Assume that we've agreed that the stock says too little. It's not an encouraging sign. But that's not the whole story. The degradation, as recently described even by Cringely, affects other forms of financial balance. Microsoft has been left with just about $26 billion the bank (Apple is a close second this latest technology survey) and it has also lost $30,000,000,0000 in terms of market cap since February, which is when the bid for Yahoo was made. If Microsoft buys significant portions of Yahoo (and returns money that investors expect), it could find itself in debt.

The company's grip on its core business is evidently slipping too. That's where long-term hopes continue to reside because newer businesses (or separate divisions) generally lose heaps of money. Had they been an isolated entity, they would have gone bankrupt by now. One of the latest noticeable articles about the key issue was published some hours ago and it states:

I call it the "tyranny of the installed base." I saw plenty of it when I worked at minicomputer Data General in the 1990s. Customers want bug fixes and enhancements to their existing products--even if it's some legacy database that fewer and fewer people used with each passing year. The result is that lots of resources get sucked into supporting the "old stuff," leaving that much less energy, money, etc. for the "new stuff."

But the real issue here is more insidious. A company, especially a public company, can't really "Just Say No" to that installed base and tell them to take their business elsewhere. Imagine if you would this scenario: Ballmer wakes up next Monday morning after having an epiphany over the weekend. He walks into Redmond, tosses a few chairs for emphasis, and announces that Microsoft is going to immediately discontinue selling and developing its Windows operating system and Office products because they're mired in the past and have become too much a distraction from what's really important--its online services business.


The point to be made here is that one needn't necessarily rely on regulators alone. The market is able to see the abuses and -- in accordance -- raise its nose in the face of Microsoft's offers. Just watch the retorts of Yahoo!

Moreover, Microsoft's stubbornness in this dilemma, where it struggles keep its cash cow's expansion (similar to Novell's dilemma), turns out to be rather suicidal because it leaves the door open for competitors in tomorrow's generation of software.

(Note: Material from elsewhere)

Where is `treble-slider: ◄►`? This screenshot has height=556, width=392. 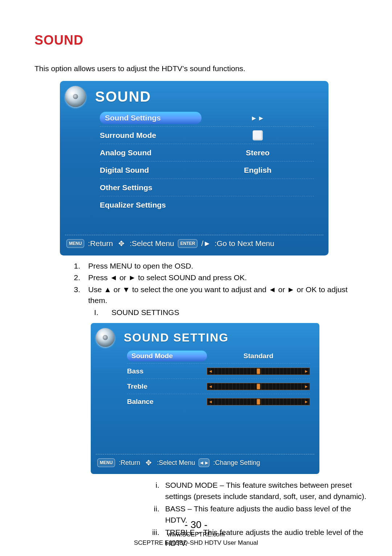 treble-slider: ◄► is located at coordinates (258, 387).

By all means, none of this will ever change the fact that Microsoft has abused and corrupted. It carries on to this day. It has all been learned and filed, no matter how much denial and history-rewrite attempts are being made. Bill Gates wants to control the museum of computing, but he can be trusted as much as leaders that spread self-glorifying sculptures of themselves around town. And then there's the 10-year anniversary of a significant court ruling that brought a gold mine or a treasure trove filled with smoking guns.

When the government and 20 states filed their antitrust lawsuit, they charged Microsoft with exerting a ''choke hold'' on rivals while denying consumer choice.

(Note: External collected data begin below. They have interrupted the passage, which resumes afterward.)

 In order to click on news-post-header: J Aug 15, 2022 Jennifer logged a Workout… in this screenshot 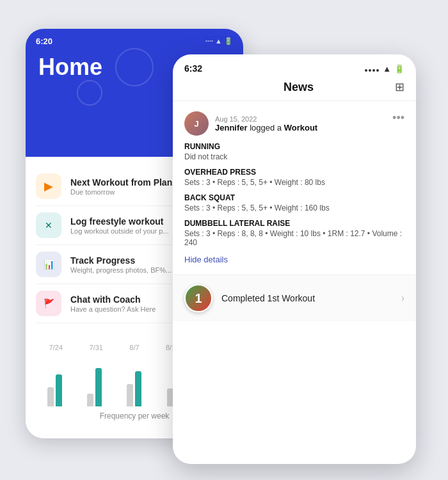, I will do `click(294, 124)`.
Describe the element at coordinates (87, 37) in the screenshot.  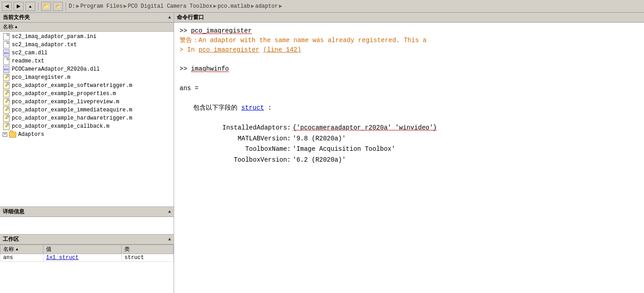
I see `list-item: sc2_imaq_adaptor_param.ini` at that location.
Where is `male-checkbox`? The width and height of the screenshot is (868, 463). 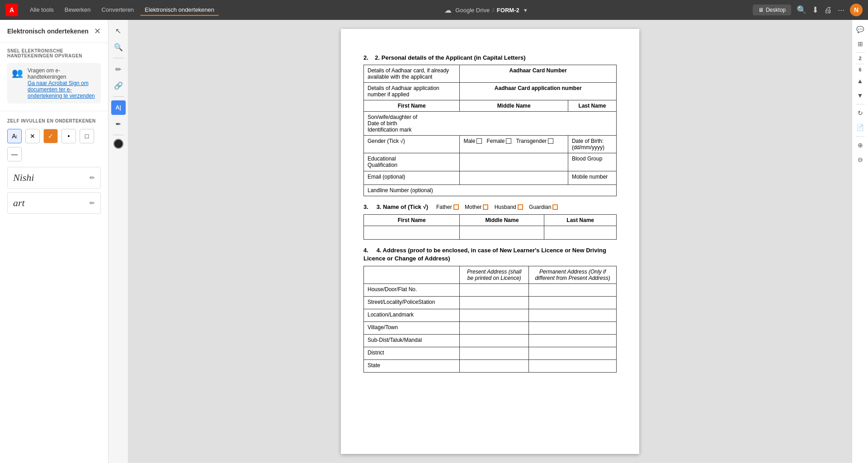
male-checkbox is located at coordinates (479, 141).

The lawsuit we filed today seeks to put an end to Microsoft's unlawful campaign to eliminate competition, deter innovation, and restrict consumer choice. In essence, what Microsoft has been doing, through a wide variety of illegal business practices, is leveraging its Windows operating system monopoly to force its other software products on consumers."



That reads like a blast from the past. I spent the better part of two years watching lawyers for Microsoft and the trustbusters argue before the bench. Beyond the day-to-day, though, this was fundamentally a debate about the future of the desktop at a time when the Windows operating system was under challenge from the Internet.

Bill Gates and his closest managers truly feared what would happen to Windows if Netscape's browser became the preferred conduit to the Internet. The court ultimately found Microsoft guilty of predatory behavior, but the company avoided potentially crippling, worst-case sanctions.